The payoff was larger at more selective universities, with a 20% difference between an upper and lower second, compared with around 6% for women and 8% for men at the least selective colleges.

It may be that students earning a first or upper second class degree are more motivated to succeed, a characteristic that they then transfer to their careers, but it the analysis suggests that access to the highest paid jobs is governed by what you study, where you study and how well you do at university, the IFS said.

But there were big differences in the payoff by gender at the most selective universities – Oxford and Cambridge universities, Imperial College London and the London School of Economics.

While a first class degree at these institutions carried virtually no premium over an upper second for women, for men the premium was very substantial, at 14%.

This suggests that fewer high-achieving women go on to high-earning careers, the IFS said.

“The findings imply that degree classification may matter as much as university attended for later life earnings,” said Ben Waltmann, senior research economist at the IFS and co-author of the report.
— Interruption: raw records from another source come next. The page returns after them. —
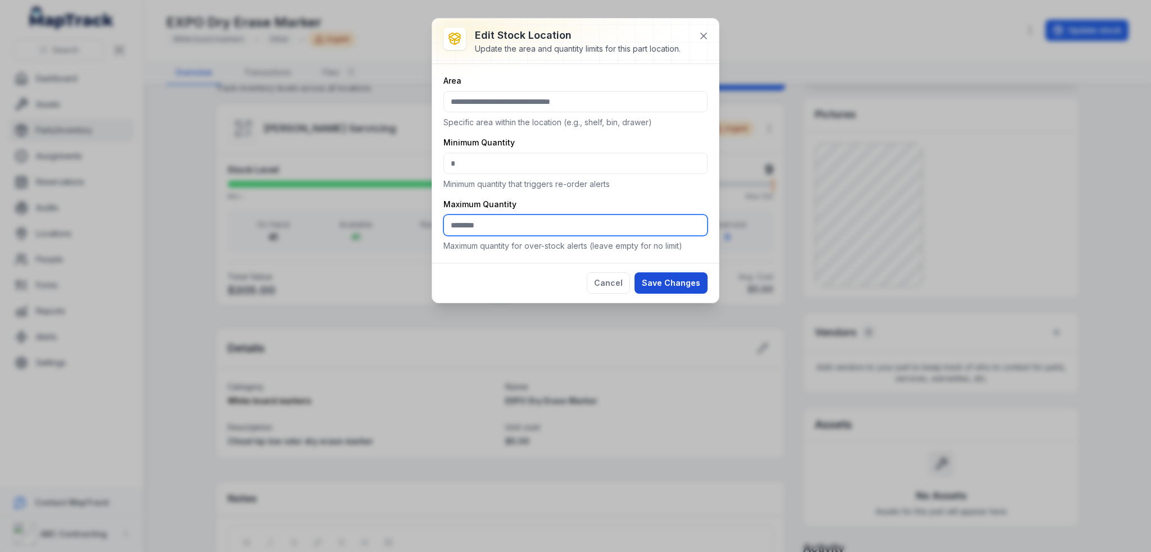  Describe the element at coordinates (452, 81) in the screenshot. I see `label: Area` at that location.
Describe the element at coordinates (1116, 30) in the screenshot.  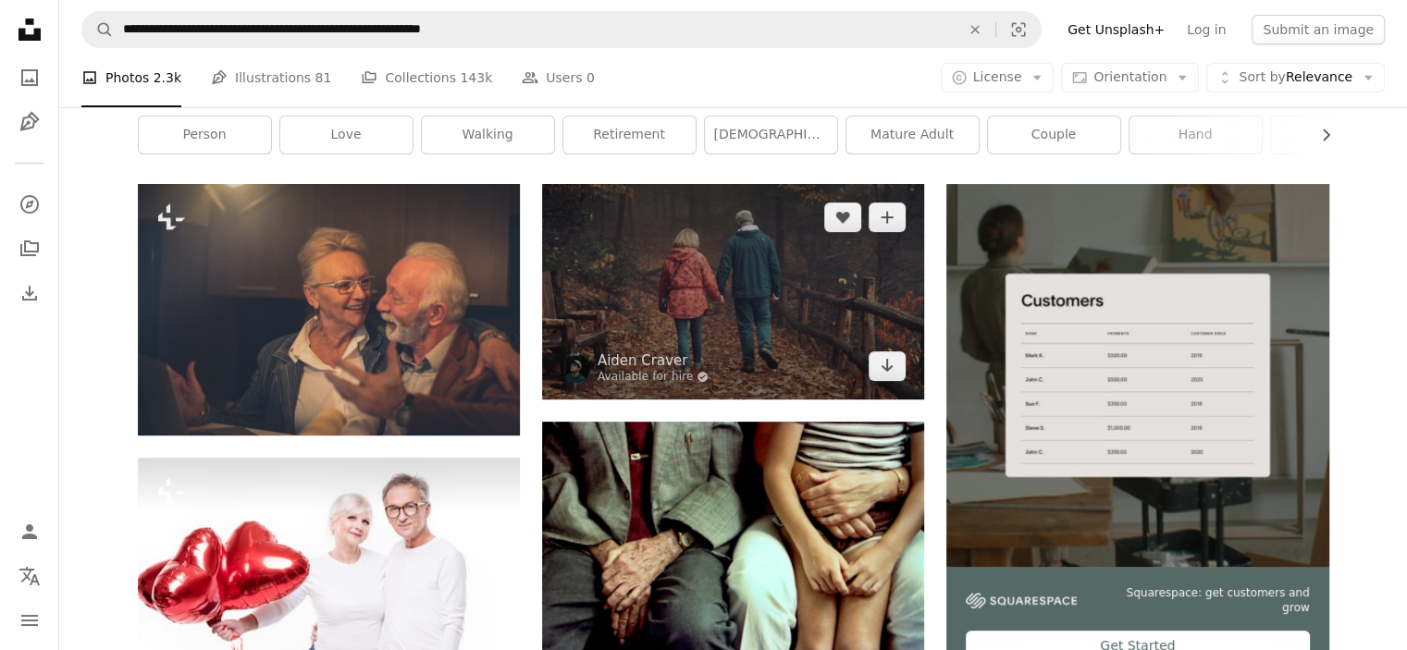
I see `a: Get Unsplash+` at that location.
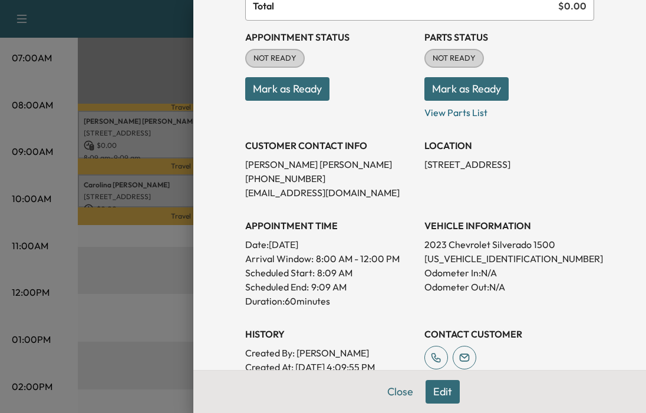 The image size is (646, 413). What do you see at coordinates (509, 226) in the screenshot?
I see `h3: VEHICLE INFORMATION` at bounding box center [509, 226].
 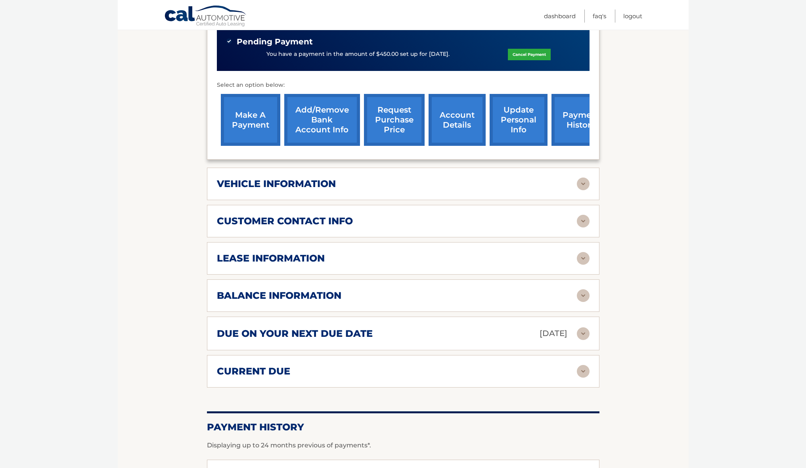 I want to click on a: payment history, so click(x=581, y=120).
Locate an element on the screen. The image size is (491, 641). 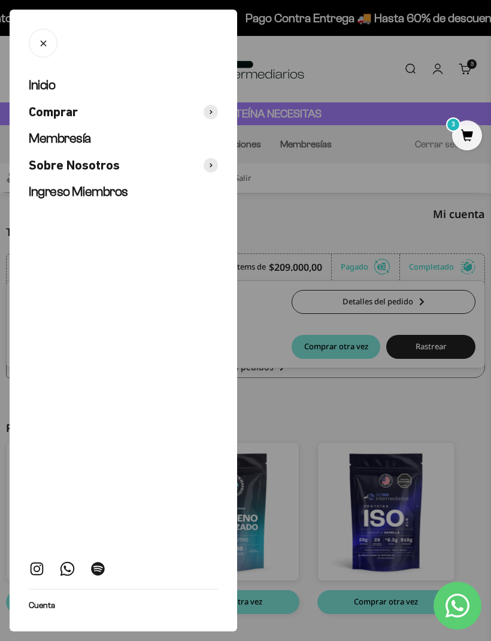
span: Comprar is located at coordinates (53, 112).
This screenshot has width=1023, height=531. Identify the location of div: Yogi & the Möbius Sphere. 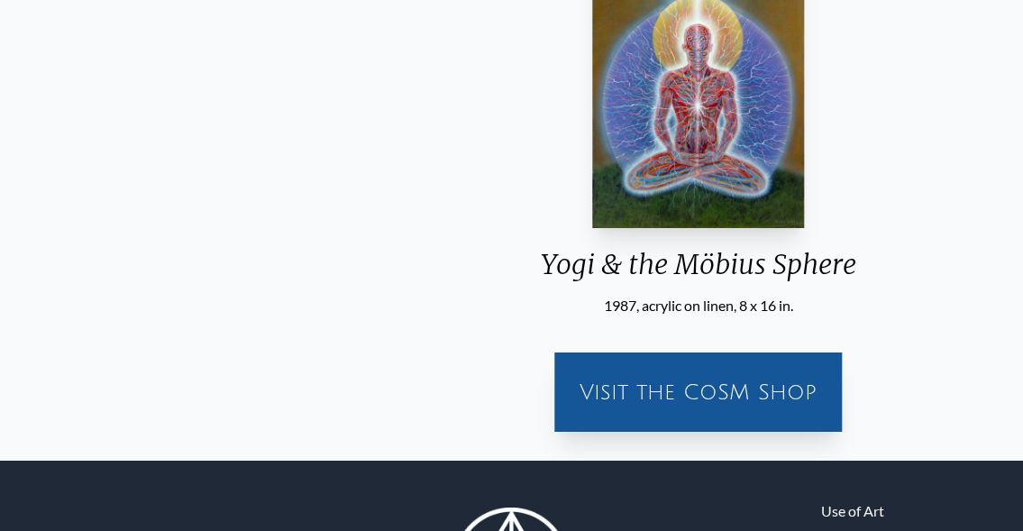
(699, 271).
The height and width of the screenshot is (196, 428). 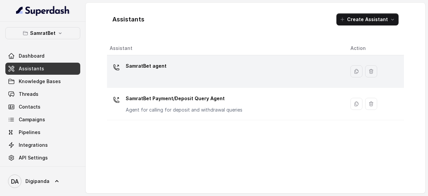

While attending a more selective university is good for future earnings, graduates with a lower second class degree from a more selective university may have got a higher paying job if they had got an upper second class degree from a less selective institutions instead, he added.

The premium also varied substantially by subject. Law and economics graduates with a lower second earned 15% less than their classmates who got an upper second, while in English and education there was no significant difference.

But across all degrees, the gap in earnings between getting an upper second and a lower second is more important than the gap between getting a first and an upper second, said Jack Britton, IFS associate director and co-author of the report.

And while for some subjects, such as economics, law, business, computing and pharmacology, the gap in earnings between a first and an upper second is significant, for many subjects it is inconsequential, he added.